Visiting Patina's booth at WPC. Founded by artist-perfumer Sean Raspet and engineer Laura Sisson, the company is building a machine-learning–driven platform called Sense1 that models how molecules interact with human olfactory receptors. Its goal is to replace today’s language-based system of describing smells (like “floral” or “woody”) with a biological “code of smell” that can precisely represent and predict scent at the molecular level.
Allured Business Media

Attending the 2026 World Perfumery Congress (WPC) made one thing clear: fragrance is rapidly adopting computational science while still, fundamentally, an emotional art.

Across ingredient and fragrance houses and tech platforms, AI was everywhere. From systems mapping the sense of smell to early-stage tools capable of generating ingredients and even full fragrance structures, many in the industry are clearly looking to move toward a future where ingredients, formulations and their effects can be simulated before the first sniff. 

Many perfumers I spoke with were open to AI as an augmentation tool, particularly around time-demanding rote work related to regulatory compliance and reformulations.
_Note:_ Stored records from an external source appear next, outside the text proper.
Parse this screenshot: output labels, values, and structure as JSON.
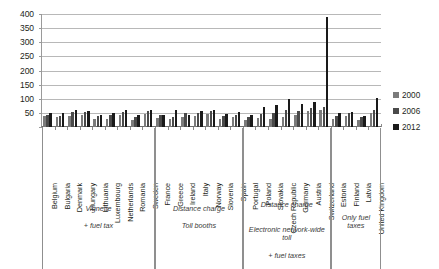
{
  "chart_data": {
    "type": "bar",
    "title": "",
    "subtitle": "",
    "xlabel": "",
    "ylabel": "",
    "ylim": [
      0,
      400
    ],
    "yticks": [
      0,
      50,
      100,
      150,
      200,
      250,
      300,
      350,
      400
    ],
    "ytick_labels": [
      "",
      "50",
      "100",
      "150",
      "200",
      "250",
      "300",
      "350",
      "400"
    ],
    "grid": true,
    "legend_position": "right",
    "categories": [
      "Belgium",
      "Bulgaria",
      "Denmark",
      "Hungary",
      "Lithuania",
      "Luxembourg",
      "Netherlands",
      "Romania",
      "Sweden",
      "France",
      "Greece",
      "Ireland",
      "Italy",
      "Norway",
      "Slovenia",
      "Spain",
      "Portugal",
      "Poland",
      "Slovakia",
      "Czech Republic",
      "Germany",
      "Austria",
      "Switzerland",
      "Estonia",
      "Finland",
      "Latvia",
      "United Kingdom"
    ],
    "series": [
      {
        "name": "2000",
        "color": "#7b7b7b",
        "values": [
          38,
          34,
          40,
          42,
          28,
          30,
          42,
          24,
          45,
          32,
          28,
          36,
          40,
          45,
          30,
          34,
          25,
          33,
          30,
          36,
          42,
          55,
          60,
          30,
          40,
          26,
          48
        ]
      },
      {
        "name": "2006",
        "color": "#4a4a4a",
        "values": [
          44,
          40,
          52,
          54,
          38,
          42,
          54,
          34,
          58,
          44,
          36,
          48,
          50,
          58,
          40,
          44,
          36,
          46,
          50,
          62,
          58,
          66,
          72,
          38,
          48,
          34,
          62
        ]
      },
      {
        "name": "2012",
        "color": "#1a1a1a",
        "values": [
          50,
          48,
          62,
          58,
          44,
          50,
          60,
          42,
          62,
          44,
          62,
          44,
          56,
          60,
          46,
          52,
          44,
          70,
          78,
          98,
          82,
          88,
          390,
          50,
          54,
          40,
          104
        ]
      }
    ],
    "groups": [
      {
        "id": "vignette",
        "caption_primary": "Vignette",
        "caption_secondary": "+ fuel tax",
        "start_index": 0,
        "end_index": 8
      },
      {
        "id": "distance-charge-toll-booths",
        "caption_primary": "Distance charge",
        "caption_secondary": "Toll booths",
        "start_index": 9,
        "end_index": 15
      },
      {
        "id": "distance-charge-electronic-toll",
        "caption_primary": "Distance charge",
        "caption_secondary": "Electronic network-wide toll",
        "caption_tertiary": "+ fuel taxes",
        "start_index": 16,
        "end_index": 22
      },
      {
        "id": "only-fuel-taxes",
        "caption_primary": "",
        "caption_secondary": "Only fuel taxes",
        "start_index": 23,
        "end_index": 26
      }
    ]
  },
  "legend": {
    "items": [
      {
        "label": "2000",
        "color": "#7b7b7b"
      },
      {
        "label": "2006",
        "color": "#4a4a4a"
      },
      {
        "label": "2012",
        "color": "#1a1a1a"
      }
    ]
  }
}
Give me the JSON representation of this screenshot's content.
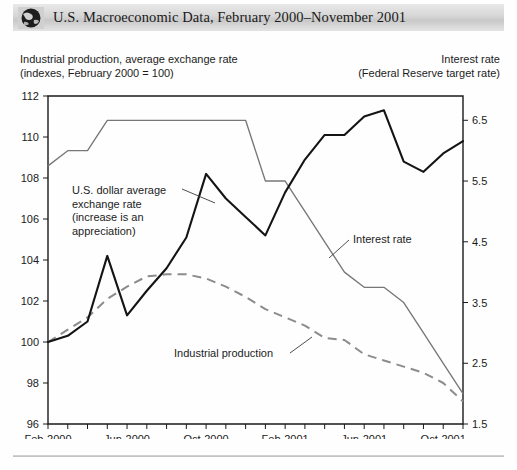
{
  "header": {
    "icon": "globe-icon",
    "title": "U.S. Macroeconomic Data, February 2000–November 2001"
  },
  "captions": {
    "left": "Industrial production, average exchange rate\n(indexes, February 2000 = 100)",
    "right": "Interest rate\n(Federal Reserve target rate)"
  },
  "annotations": {
    "exchange": "U.S. dollar average\nexchange rate\n(increase is an\nappreciation)",
    "industrial": "Industrial production",
    "interest": "Interest rate"
  },
  "chart_data": {
    "type": "line",
    "title": "U.S. Macroeconomic Data, February 2000–November 2001",
    "xlabel": "",
    "ylabel": "Industrial production, average exchange rate (indexes, February 2000 = 100)",
    "y2label": "Interest rate (Federal Reserve target rate)",
    "grid": false,
    "legend": "annotations-inline",
    "x": [
      "Feb-2000",
      "Mar-2000",
      "Apr-2000",
      "May-2000",
      "Jun-2000",
      "Jul-2000",
      "Aug-2000",
      "Sep-2000",
      "Oct-2000",
      "Nov-2000",
      "Dec-2000",
      "Jan-2001",
      "Feb-2001",
      "Mar-2001",
      "Apr-2001",
      "May-2001",
      "Jun-2001",
      "Jul-2001",
      "Aug-2001",
      "Sep-2001",
      "Oct-2001",
      "Nov-2001"
    ],
    "xticklabels": [
      "Feb-2000",
      "Jun-2000",
      "Oct-2000",
      "Feb-2001",
      "Jun-2001",
      "Oct-2001"
    ],
    "ylim": [
      96,
      112
    ],
    "yticks": [
      96,
      98,
      100,
      102,
      104,
      106,
      108,
      110,
      112
    ],
    "y2lim": [
      1.5,
      6.9
    ],
    "y2ticks": [
      1.5,
      2.5,
      3.5,
      4.5,
      5.5,
      6.5
    ],
    "series": [
      {
        "name": "U.S. dollar average exchange rate",
        "axis": "left",
        "style": "solid",
        "color": "#141414",
        "values": [
          100.0,
          100.3,
          101.0,
          104.2,
          101.3,
          102.5,
          103.6,
          105.1,
          108.2,
          107.0,
          106.1,
          105.2,
          107.3,
          108.9,
          110.1,
          110.1,
          111.0,
          111.3,
          108.8,
          108.3,
          109.2,
          109.8
        ]
      },
      {
        "name": "Industrial production",
        "axis": "left",
        "style": "dashed",
        "color": "#8c8c8c",
        "values": [
          100.0,
          100.6,
          101.2,
          102.1,
          102.7,
          103.2,
          103.3,
          103.3,
          103.1,
          102.7,
          102.2,
          101.6,
          101.2,
          100.8,
          100.2,
          100.1,
          99.4,
          99.1,
          98.8,
          98.5,
          98.0,
          97.1
        ]
      },
      {
        "name": "Interest rate",
        "axis": "right",
        "style": "thin",
        "color": "#777777",
        "values": [
          5.75,
          6.0,
          6.0,
          6.5,
          6.5,
          6.5,
          6.5,
          6.5,
          6.5,
          6.5,
          6.5,
          5.5,
          5.5,
          5.0,
          4.5,
          4.0,
          3.75,
          3.75,
          3.5,
          3.0,
          2.5,
          2.0
        ]
      }
    ]
  }
}
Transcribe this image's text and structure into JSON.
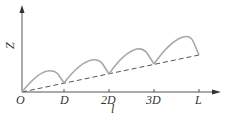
{
  "diagram": {
    "y_axis_label": "Z",
    "x_axis_label": "l",
    "origin_label": "O",
    "ticks": [
      {
        "label": "D",
        "x": 64
      },
      {
        "label": "2D",
        "x": 109
      },
      {
        "label": "3D",
        "x": 154
      },
      {
        "label": "L",
        "x": 199
      }
    ],
    "colors": {
      "axis": "#555555",
      "curve": "#a8a8a8",
      "dashed": "#555555"
    },
    "curve_description": "sawtooth of rising arcs above an increasing dashed baseline, 4 segments from O to L",
    "arcs": [
      {
        "start": [
          22,
          92
        ],
        "peak": [
          52,
          70
        ],
        "end": [
          64,
          83
        ]
      },
      {
        "start": [
          64,
          83
        ],
        "peak": [
          97,
          59
        ],
        "end": [
          109,
          74
        ]
      },
      {
        "start": [
          109,
          74
        ],
        "peak": [
          141,
          48
        ],
        "end": [
          154,
          64
        ]
      },
      {
        "start": [
          154,
          64
        ],
        "peak": [
          188,
          36
        ],
        "end": [
          199,
          55
        ]
      }
    ],
    "baseline": {
      "start": [
        22,
        92
      ],
      "end": [
        199,
        55
      ],
      "style": "dashed"
    }
  }
}
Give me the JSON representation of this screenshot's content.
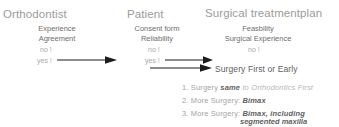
{
  "columns": [
    {
      "title": "Orthodontist",
      "criteria": "Experience\nAgreement",
      "answers": {
        "no": "no !",
        "yes": "yes !"
      }
    },
    {
      "title": "Patient",
      "criteria": "Consent form\nReliability",
      "answers": {
        "no": "no !",
        "yes": "yes !"
      }
    },
    {
      "title": "Surgical treatmentplan",
      "criteria": "Feasbility\nSurgical Experience",
      "answers": {
        "no": "no !"
      }
    }
  ],
  "outcome": "Surgery First or Early",
  "options": [
    {
      "number": "1.",
      "lead": "Surgery",
      "emphasis": "same",
      "tail": "to Orthodontics First"
    },
    {
      "number": "2.",
      "lead": "More Surgery:",
      "emphasis": "Bimax",
      "tail": ""
    },
    {
      "number": "3.",
      "lead": "More Surgery:",
      "emphasis": "Bimax, including",
      "emphasis2": "segmented maxilla",
      "tail": ""
    }
  ],
  "icons": {
    "arrow": "arrow-right-icon"
  },
  "colors": {
    "title": "#9b9b9b",
    "criteria": "#6e6e6e",
    "answer": "#a9a9a9",
    "outcome": "#5e5e5e",
    "emphasis": "#5f5f5f",
    "arrow": "#1d1d1d",
    "background": "#ffffff"
  }
}
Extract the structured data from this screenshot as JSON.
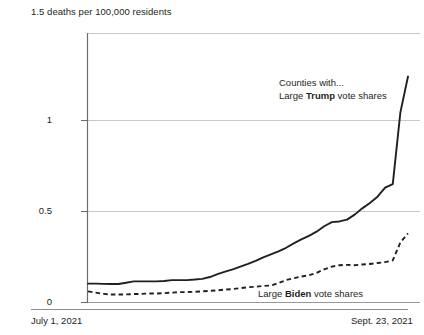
{
  "chart_data": {
    "type": "line",
    "title": "1.5 deaths per 100,000 residents",
    "xlabel": "",
    "ylabel": "deaths per 100,000 residents",
    "xlim_labels": [
      "July 1, 2021",
      "Sept. 23, 2021"
    ],
    "ylim": [
      0,
      1.5
    ],
    "yticks": [
      "0",
      "0.5",
      "1",
      "1.5"
    ],
    "ytick_values": [
      0,
      0.5,
      1,
      1.5
    ],
    "grid": true,
    "legend_position": "inline-annotations",
    "series": [
      {
        "name": "Counties with large Trump vote shares",
        "style": "solid",
        "color": "#231f20",
        "x": [
          0,
          2,
          4,
          6,
          8,
          10,
          12,
          14,
          16,
          18,
          20,
          22,
          24,
          26,
          28,
          30,
          32,
          34,
          36,
          38,
          40,
          42,
          44,
          46,
          48,
          50,
          52,
          54,
          56,
          58,
          60,
          62,
          64,
          66,
          68,
          70,
          72,
          74,
          76,
          78,
          80,
          82,
          84
        ],
        "values": [
          0.105,
          0.105,
          0.104,
          0.103,
          0.103,
          0.11,
          0.118,
          0.118,
          0.118,
          0.118,
          0.12,
          0.125,
          0.125,
          0.125,
          0.128,
          0.132,
          0.142,
          0.158,
          0.172,
          0.185,
          0.2,
          0.215,
          0.232,
          0.252,
          0.268,
          0.285,
          0.305,
          0.33,
          0.352,
          0.372,
          0.395,
          0.425,
          0.448,
          0.452,
          0.462,
          0.49,
          0.525,
          0.555,
          0.59,
          0.64,
          0.66,
          1.06,
          1.26
        ],
        "annotation": "Counties with...\nLarge Trump vote shares"
      },
      {
        "name": "Counties with large Biden vote shares",
        "style": "dashed",
        "color": "#231f20",
        "x": [
          0,
          2,
          4,
          6,
          8,
          10,
          12,
          14,
          16,
          18,
          20,
          22,
          24,
          26,
          28,
          30,
          32,
          34,
          36,
          38,
          40,
          42,
          44,
          46,
          48,
          50,
          52,
          54,
          56,
          58,
          60,
          62,
          64,
          66,
          68,
          70,
          72,
          74,
          76,
          78,
          80,
          82,
          84
        ],
        "values": [
          0.062,
          0.055,
          0.048,
          0.045,
          0.045,
          0.045,
          0.047,
          0.048,
          0.05,
          0.05,
          0.052,
          0.055,
          0.058,
          0.058,
          0.06,
          0.062,
          0.065,
          0.068,
          0.072,
          0.075,
          0.08,
          0.085,
          0.088,
          0.092,
          0.095,
          0.108,
          0.125,
          0.135,
          0.145,
          0.152,
          0.165,
          0.185,
          0.2,
          0.208,
          0.21,
          0.208,
          0.212,
          0.215,
          0.22,
          0.225,
          0.235,
          0.335,
          0.385
        ],
        "annotation": "Large Biden vote shares"
      }
    ]
  },
  "labels": {
    "axis_title": "1.5 deaths per 100,000 residents",
    "ytick_1": "1",
    "ytick_05": "0.5",
    "ytick_0": "0",
    "xtick_start": "July 1, 2021",
    "xtick_end": "Sept. 23, 2021",
    "annotation_trump_line1": "Counties with...",
    "annotation_trump_line2_pre": "Large ",
    "annotation_trump_line2_bold": "Trump",
    "annotation_trump_line2_post": " vote shares",
    "annotation_biden_pre": "Large ",
    "annotation_biden_bold": "Biden",
    "annotation_biden_post": " vote shares"
  },
  "colors": {
    "line": "#231f20",
    "grid": "#c9c9c9",
    "axis": "#6d6d6d",
    "text": "#231f20",
    "background": "#ffffff"
  }
}
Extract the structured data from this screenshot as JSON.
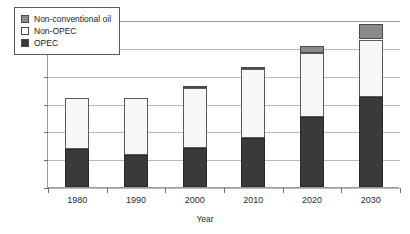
{
  "chart_data": {
    "type": "bar",
    "title": "",
    "subtitle": "",
    "xlabel": "Year",
    "ylabel": "Million Barrels per Day",
    "categories": [
      "1980",
      "1990",
      "2000",
      "2010",
      "2020",
      "2030"
    ],
    "series": [
      {
        "name": "OPEC",
        "values": [
          27,
          23,
          28,
          35.5,
          50,
          65
        ],
        "color": "#3a3a3a"
      },
      {
        "name": "Non-OPEC",
        "values": [
          37,
          41,
          43.5,
          49,
          46,
          41
        ],
        "color": "#f7f7f5"
      },
      {
        "name": "Non-conventional oil",
        "values": [
          0,
          0,
          0.8,
          1.3,
          5,
          11
        ],
        "color": "#8a8a8a"
      }
    ],
    "totals": [
      64,
      64,
      72.3,
      86.3,
      101,
      117
    ],
    "stacked": true,
    "ylim": [
      0,
      120
    ],
    "yticks": [
      0,
      20,
      40,
      60,
      80,
      100,
      120
    ],
    "ytick_labels": [
      "0",
      "20",
      "40",
      "60",
      "80",
      "100",
      "120"
    ],
    "xtick_labels": [
      "1980",
      "1990",
      "2000",
      "2010",
      "2020",
      "2030"
    ],
    "grid": true,
    "legend_position": "upper-left-inside",
    "legend_entries": [
      {
        "label": "Non-conventional oil",
        "swatch": "nonconv"
      },
      {
        "label": "Non-OPEC",
        "swatch": "nonopec"
      },
      {
        "label": "OPEC",
        "swatch": "opec"
      }
    ],
    "colors": {
      "opec": "#3a3a3a",
      "non_opec": "#f7f7f5",
      "non_conventional": "#8a8a8a",
      "axis": "#9a9a9a",
      "gridline": "#b9b9b9",
      "background": "#ffffff"
    }
  }
}
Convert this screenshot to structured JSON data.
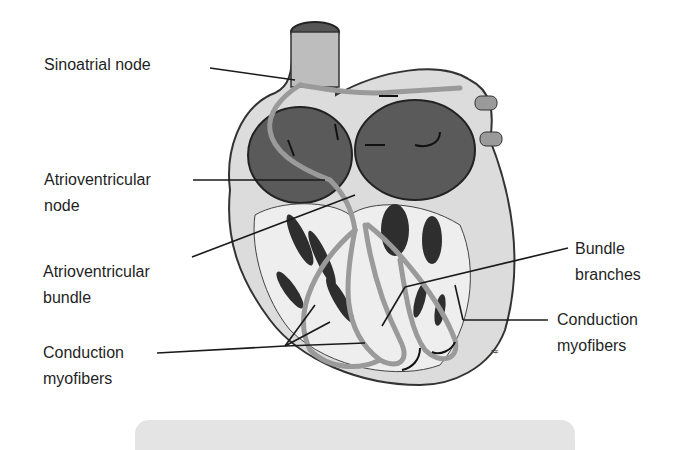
{
  "diagram": {
    "labels": {
      "sinoatrial_node": {
        "line1": "Sinoatrial node"
      },
      "atrioventricular_node": {
        "line1": "Atrioventricular",
        "line2": "node"
      },
      "atrioventricular_bundle": {
        "line1": "Atrioventricular",
        "line2": "bundle"
      },
      "conduction_myofibers_left": {
        "line1": "Conduction",
        "line2": "myofibers"
      },
      "bundle_branches": {
        "line1": "Bundle",
        "line2": "branches"
      },
      "conduction_myofibers_right": {
        "line1": "Conduction",
        "line2": "myofibers"
      }
    },
    "colors": {
      "background": "#ffffff",
      "label_text": "#1f1f1f",
      "leader_line": "#1a1a1a",
      "conduction_path": "#9a9a9a",
      "heart_wall": "#d9d9d9",
      "chamber_dark": "#4a4a4a",
      "caption_bar": "#e4e4e4"
    }
  }
}
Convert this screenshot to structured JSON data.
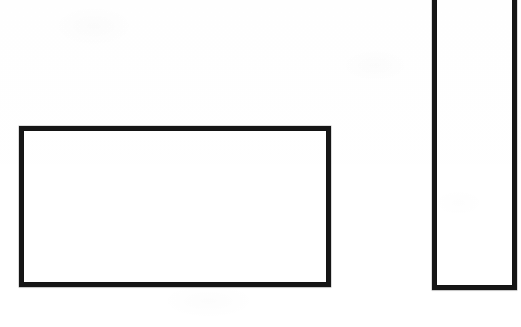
{
  "image": {
    "title": "Scanned page with two outlined rectangles",
    "width": 521,
    "height": 327,
    "background_color": "#ffffff",
    "ink_color": "#161616",
    "medium": "scanned white paper"
  },
  "shapes": [
    {
      "id": "rect-wide",
      "name": "wide-rectangle",
      "type": "rectangle",
      "label": "Wide landscape rectangle",
      "x": 19,
      "y": 126,
      "width": 312,
      "height": 161,
      "stroke_color": "#161616",
      "stroke_width": 5,
      "fill": "none",
      "clipped": "no"
    },
    {
      "id": "rect-tall",
      "name": "tall-rectangle",
      "type": "rectangle",
      "label": "Tall narrow rectangle",
      "x": 432,
      "y": -12,
      "width": 85,
      "height": 302,
      "stroke_color": "#161616",
      "stroke_width": 5,
      "fill": "none",
      "clipped": "top edge cropped by image boundary"
    }
  ],
  "text": {
    "has_text": false,
    "content": ""
  }
}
But there was also a consistent undercurrent of concern: that in a category built on and centering memory, emotion and human connection, over-automation risks flattening the very creativity it is meant to enhance.

Equally notable was what wasn’t being widely discussed. While ingredient supply chains are under intense scrutiny for sustainability and traceability, the environmental footprint of AI itself—compute intensity, energy use and disclosure standards—has yet to become part of the fragrance sustainability conversation in any meaningful way. Yet.

On the ingredient side, innovation remains highly dynamic. Co-extractions, encapsulation technologies and increasingly elegant natural materials are redefining the art and science of scent, even as global sourcing pressures and volatility continue to reshape supply chains. At the same time, new synthetic materials and biotech-derived molecules are expanding the creative palette rather than replacing it, suggesting a more hybrid future for perfumery.

Despite geopolitical uncertainty, shifting trade routes, and lingering concerns around tariffs and logistics, the overall tone at WPC was cautiously optimistic. The industry appears confident in its ability to adapt, but equally aware that resilience will depend on balancing technological acceleration with transparency, sustainability and the preservation of human creative authorship.

Editor's note: Keep an eye out for our full event report in the September print and digital editions, as well as our online platform and daily newsletters.